4 A Brief History of Semirings

The most familiar examples for semirings in classical algebra are the semiring of non- negative or the semiring of nonnegative real numbers. The first examples of semirings in modern algebra appeared in the works of the German mathematician Richard Dedekind (1831–1916) [16], when he worked on the algebra of the ideals of rings [25]. In point of fact, it was Dedekind who proposed the concept of ideals in his earlier works on number theory, as a generalization of the concept of “ numbers” developed by the German mathematician Ernst Kummer (1810–1893) [37]. Others such as the English mathematician Francis Sowerby Macaulay (1862–1937) and the German mathematicians Emanuel Lasker (1868–1941), Emmy Noether (1882–1935), Wolfgang Krull (1899–1971) and Paul Lorenzen (1915–1994) also studied the algebra of ideals of rings [35,38–40,42]. Semirings appeared implicitly in the works of the Ger- man mathematician David Hilbert (1862–1943) and the American mathematician Ed- ward Vermilye Huntington (1874–1952) in connection with the axiomatization of the natural and nonnegative rational numbers [25,31,32]. But, then, it was the American mathematician Harry Schultz Vandiver (1882–1973) who used the term “semi-ring” in his 1934 paper entitled “Note on a simple type of algebra in which cancellation law of addition does not hold” for introducing an algebraic structure with two operations

4 of addition and multiplication such that multiplication distributes on addition, while cancellation law of addition does not hold [49]. The foundations of algebraic theory for semirings were laid by Samuel Bourne and others in the l950’s [1, p. 6]. For example, the concept of ideals for semirings was introduced by Samuel Bourne [5]. In the years between 1939 and 1956, Vandiver published at least six more papers on semirings [50–55], but it seems he was not successful to draw the attention of mathe- maticians to consider semirings as an independent algebraic structure that is worth to be developed [27]. In fact, semirings, as most of the other concepts in mathematics, were not developed as an exercise for generalization, only for the sake of generaliza- tion!
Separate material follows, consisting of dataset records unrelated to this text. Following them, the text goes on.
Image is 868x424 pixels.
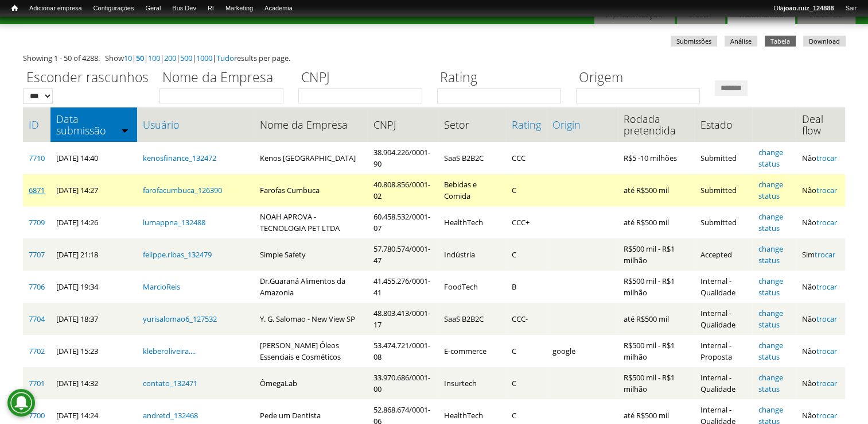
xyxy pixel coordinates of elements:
td: CCC+ [506,206,547,238]
a: 200 [164,53,176,64]
td: Não [796,206,845,238]
td: Simple Safety [254,238,368,271]
a: 7700 [29,410,45,420]
a: 7707 [29,249,45,260]
a: kenosfinance_132472 [143,153,217,163]
td: FoodTech [439,271,506,303]
a: Análise [724,35,757,47]
a: Usuário [143,119,248,131]
td: Insurtech [439,367,506,399]
td: Não [796,271,845,303]
td: até R$500 mil [618,174,694,206]
a: Data submissão [56,113,132,136]
td: [DATE] 14:40 [50,142,137,174]
a: change status [758,244,782,265]
td: NOAH APROVA - TECNOLOGIA PET LTDA [254,206,368,238]
label: Origem [576,68,707,89]
td: até R$500 mil [618,206,694,238]
a: 7704 [29,314,45,324]
a: Início [6,3,23,14]
a: Academia [259,3,299,14]
span: Início [11,4,18,12]
td: 33.970.686/0001-00 [367,367,439,399]
td: Internal - Proposta [694,334,752,367]
img: ordem crescente [121,126,129,134]
a: 7710 [29,153,45,163]
a: trocar [814,249,834,260]
a: change status [758,211,782,233]
div: Showing 1 - 50 of 4288. Show | | | | | | results per page. [23,52,845,64]
a: 7702 [29,346,45,356]
td: [DATE] 19:34 [50,271,137,303]
a: RI [202,3,219,14]
a: change status [758,372,782,394]
a: 7709 [29,217,45,227]
a: Tabela [764,35,796,47]
a: Submissões [671,35,717,47]
a: yurisalomao6_127532 [143,314,217,324]
td: 40.808.856/0001-02 [367,174,439,206]
th: CNPJ [367,107,439,142]
td: R$500 mil - R$1 milhão [618,367,694,399]
td: Não [796,334,845,367]
td: 48.803.413/0001-17 [367,303,439,334]
a: trocar [816,185,836,195]
td: Dr.Guaraná Alimentos da Amazonia [254,271,368,303]
td: Y. G. Salomao - New View SP [254,303,368,334]
a: Geral [139,3,166,14]
td: [DATE] 14:27 [50,174,137,206]
td: SaaS B2B2C [439,303,506,334]
a: Bus Dev [166,3,202,14]
a: Configurações [88,3,140,14]
td: B [506,271,547,303]
th: Nome da Empresa [254,107,368,142]
td: ÔmegaLab [254,367,368,399]
a: 50 [136,53,144,64]
td: SaaS B2B2C [439,142,506,174]
a: change status [758,179,782,201]
label: CNPJ [299,68,429,89]
td: [DATE] 14:32 [50,367,137,399]
th: Deal flow [796,107,845,142]
td: Internal - Qualidade [694,271,752,303]
a: Origin [553,119,612,131]
td: 41.455.276/0001-41 [367,271,439,303]
td: Não [796,142,845,174]
a: 500 [180,53,192,64]
a: lumappna_132488 [143,217,205,227]
label: Esconder rascunhos [23,68,152,89]
a: farofacumbuca_126390 [143,185,222,195]
a: 7701 [29,377,45,389]
a: change status [758,276,782,297]
a: trocar [816,217,836,227]
td: Accepted [694,238,752,271]
a: trocar [816,346,836,356]
th: Estado [694,107,752,142]
td: HealthTech [439,206,506,238]
td: Kenos [GEOGRAPHIC_DATA] [254,142,368,174]
a: andretd_132468 [143,410,198,420]
td: 60.458.532/0001-07 [367,206,439,238]
th: Rodada pretendida [618,107,694,142]
td: Indústria [439,238,506,271]
strong: joao.ruiz_124888 [784,5,834,11]
td: 57.780.574/0001-47 [367,238,439,271]
td: Submitted [694,174,752,206]
a: felippe.ribas_132479 [143,249,212,260]
td: Não [796,174,845,206]
a: Marketing [219,3,259,14]
td: Submitted [694,206,752,238]
td: Farofas Cumbuca [254,174,368,206]
td: C [506,238,547,271]
th: Setor [439,107,506,142]
a: 100 [148,53,160,64]
a: trocar [816,410,836,420]
a: Adicionar empresa [23,3,88,14]
td: até R$500 mil [618,303,694,334]
td: Não [796,367,845,399]
td: C [506,174,547,206]
td: E-commerce [439,334,506,367]
a: 6871 [29,185,45,195]
a: trocar [816,314,836,324]
a: trocar [816,377,836,389]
Actually, in the late 1960s, semirings were considered as a more serious topic by researchers when real applications were found for them. The Polish-born American mathematician Samuel Eilenberg (1913–1998) and a couple of other mathematicians started developing formal languages and automata theory systematically [19], which they have strong connections to semirings. Since then many mathematicians and com- puter scientists have broadened the theory of semirings and related structures [23]. Definitely, the reference books on semirings and other ring-like algebraic structures including the books [1,3,17,24–26,30,36,43] have helped to the popularity of these rather new algebraic structures. Today many journals specializing in algebra have edi- tors who are responsiblefor semirings. Semirings not only have significant applications in different fields such as automata theory in theoretical computer science, (combinato- rial) optimization theory, and generalized fuzzy computation, but are fairly interesting generalizations of two broadly studied algebraic structures, i.e., rings and bounded dis- tributive lattices [23,25]. The number of publications in the field of semiring theory, the beauty of the semirings and their broad applications in different areas of science should convince us that today semiring theory is an established one and its development, even in pure mathematics, is valuable and important.
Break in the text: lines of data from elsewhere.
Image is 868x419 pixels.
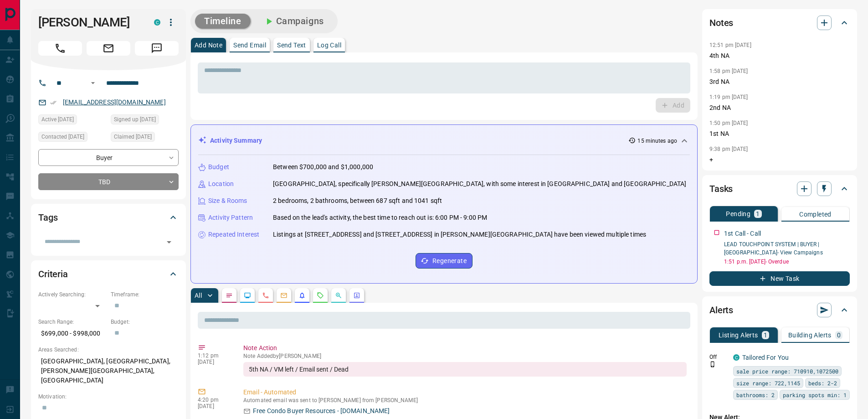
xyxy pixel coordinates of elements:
[710,182,733,196] h2: Tasks
[38,114,106,127] div: Thu Aug 14 2025
[114,132,152,141] span: Claimed [DATE]
[163,236,176,248] button: Open
[38,15,140,30] h1: [PERSON_NAME]
[63,98,166,106] a: [EMAIL_ADDRESS][DOMAIN_NAME]
[42,115,74,124] span: Active [DATE]
[273,230,647,239] p: Listings at [STREET_ADDRESS] and [STREET_ADDRESS] in [PERSON_NAME][GEOGRAPHIC_DATA] have been vie...
[38,263,179,285] div: Criteria
[317,42,341,48] p: Log Call
[86,41,130,55] span: Email
[38,326,106,341] p: $699,000 - $998,000
[710,353,728,361] p: Off
[733,354,740,361] div: condos.ca
[710,68,748,74] p: 1:58 pm [DATE]
[280,292,288,299] svg: Emails
[244,292,251,299] svg: Lead Browsing Activity
[317,292,324,299] svg: Requests
[273,213,487,223] p: Based on the lead's activity, the best time to reach out is: 6:00 PM - 9:00 PM
[50,99,57,106] svg: Email Verified
[210,136,262,145] p: Activity Summary
[710,15,733,30] h2: Notes
[38,149,179,166] div: Buyer
[243,397,687,404] p: Automated email was sent to [PERSON_NAME] from [PERSON_NAME]
[837,332,841,338] p: 0
[273,162,373,172] p: Between $700,000 and $1,000,000
[243,343,687,353] p: Note Action
[38,354,179,388] p: [GEOGRAPHIC_DATA], [GEOGRAPHIC_DATA], [PERSON_NAME][GEOGRAPHIC_DATA], [GEOGRAPHIC_DATA]
[38,173,179,190] div: TBD
[38,132,106,145] div: Thu Aug 07 2025
[38,41,82,55] span: Call
[111,290,179,298] p: Timeframe:
[710,299,850,321] div: Alerts
[198,403,230,409] p: [DATE]
[298,292,306,299] svg: Listing Alerts
[38,345,179,354] p: Areas Searched:
[789,332,832,338] p: Building Alerts
[208,230,260,239] p: Repeated Interest
[710,129,850,139] p: 1st NA
[111,114,179,127] div: Thu Aug 07 2025
[710,51,850,61] p: 4th NA
[725,241,823,256] a: LEAD TOUCHPOINT SYSTEM | BUYER | [GEOGRAPHIC_DATA]- View Campaigns
[38,207,179,229] div: Tags
[273,179,686,189] p: [GEOGRAPHIC_DATA], specifically [PERSON_NAME][GEOGRAPHIC_DATA], with some interest in [GEOGRAPHIC...
[710,146,748,152] p: 9:38 pm [DATE]
[710,12,850,34] div: Notes
[764,332,767,338] p: 1
[736,390,775,399] span: bathrooms: 2
[800,211,832,217] p: Completed
[195,292,202,298] p: All
[710,94,748,100] p: 1:19 pm [DATE]
[198,132,690,149] div: Activity Summary15 minutes ago
[725,229,761,238] p: 1st Call - Call
[198,396,230,403] p: 4:20 pm
[208,162,229,172] p: Budget
[243,387,687,397] p: Email - Automated
[38,290,106,298] p: Actively Searching:
[353,292,361,299] svg: Agent Actions
[135,41,179,55] span: Message
[808,378,837,387] span: beds: 2-2
[243,353,687,359] p: Note Added by [PERSON_NAME]
[111,132,179,145] div: Thu Aug 07 2025
[710,271,850,286] button: New Task
[233,42,266,48] p: Send Email
[195,14,251,29] button: Timeline
[253,406,390,415] p: Free Condo Buyer Resources - [DOMAIN_NAME]
[725,258,850,265] p: 1:51 p.m. [DATE] - Overdue
[416,253,473,268] button: Regenerate
[736,378,800,387] span: size range: 722,1145
[262,292,269,299] svg: Calls
[243,362,687,376] div: 5th NA / VM left / Email sent / Dead
[198,352,230,359] p: 1:12 pm
[736,367,839,376] span: sale price range: 710910,1072500
[710,103,850,112] p: 2nd NA
[254,14,333,29] button: Campaigns
[111,318,179,326] p: Budget:
[38,318,106,326] p: Search Range:
[710,361,716,367] svg: Push Notification Only
[710,302,733,317] h2: Alerts
[88,77,98,89] button: Open
[114,115,156,124] span: Signed up [DATE]
[38,267,68,281] h2: Criteria
[335,292,342,299] svg: Opportunities
[710,42,751,48] p: 12:51 pm [DATE]
[719,332,758,338] p: Listing Alerts
[273,196,442,205] p: 2 bedrooms, 2 bathrooms, between 687 sqft and 1041 sqft
[208,196,248,205] p: Size & Rooms
[638,137,677,145] p: 15 minutes ago
[208,213,253,223] p: Activity Pattern
[710,77,850,86] p: 3rd NA
[710,155,850,164] p: +
[154,19,160,26] div: condos.ca
[226,292,233,299] svg: Notes
[742,354,789,361] a: Tailored For You
[198,359,230,365] p: [DATE]
[783,390,847,399] span: parking spots min: 1
[710,178,850,199] div: Tasks
[42,132,85,141] span: Contacted [DATE]
[756,211,760,217] p: 1
[208,179,234,189] p: Location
5 References for further studies

In to have a bit more of “an argument without end”, the reader may like to refer the books [6–10,57] on the general history of mathematics and the books [2,34,48] on the history of algebra.

Acknowledgements

The author’s main interests in algebra are in and semiring theory. It is a pleasure to thank both Professor Dara Moazzami and Professor Winfried Bruns to help and encourage the author in order to work on these fields of algebra. The author is supported in part by the Department of Engineering Science at Golpayegan University of Technology and his special thanks go to the Department for providing all the necessary facilities available to him for successfully conducting this research.